One of my first jobs was at Right Track, an organization serving troubled and under-resourced youth in the Saint Paul ghetto. As an underprivileged kid raised in that same neighborhood, Right Track is where I learned the professional skills I had never been taught at home, how to show up, how to communicate, how to carry myself in a workplace. It taught me early that people don't need to be talked down to, they need someone who shows up and does the work with them.
Right Track is also how I got my first professional job. At 16, through that program, I landed at the Minnesota Department of Health in the Home Care and Assisted Living Program (HCALP). I went out on state surveys, did clerical work, scanned licenses, tracked fees, shadowed every person in the department, and handled the little things licensors were too busy to do. I've been absorbing this industry ever since.
I went on to the University of Minnesota and earned a Bachelor of Applied Science in Healthcare Management, with a minor in Public Health and an applied business certificate. I took the Long-Term Services and Supports coursework and was grandfathered in as a Licensed Assisted Living Director based on my combination of experience and education.

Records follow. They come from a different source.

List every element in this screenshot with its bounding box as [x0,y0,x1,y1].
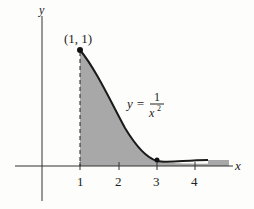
y-axis-label: y [38,3,45,17]
tick-label-1: 1 [77,174,84,189]
equation-exponent: 2 [157,104,161,113]
equation-lhs: y = [125,96,145,111]
shaded-area [80,50,229,166]
x-axis-label: x [234,158,241,173]
point-1-1 [77,47,83,53]
tick-label-2: 2 [115,174,122,189]
tick-label-4: 4 [191,174,198,189]
graph: 1 2 3 4 x y (1, 1) y = 1 x 2 [0,0,254,209]
tick-label-3: 3 [153,174,160,189]
equation-numerator: 1 [154,90,160,104]
equation-denominator: x [148,106,155,120]
shade-tail [208,160,229,166]
point-3 [155,158,160,163]
point-label: (1, 1) [64,31,92,46]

For the past six years I've been a manager at Hammer Residences, overseeing multiple group homes, intermediate care facilities, and a waivered 245D apartment program. I still work there while running my own business and helping other operators start theirs.
I consult because I still operate. Every conversation I have with a client is informed by a building I'm actually responsible for. That's the difference between advice from a binder and advice from someone who's lived through your week.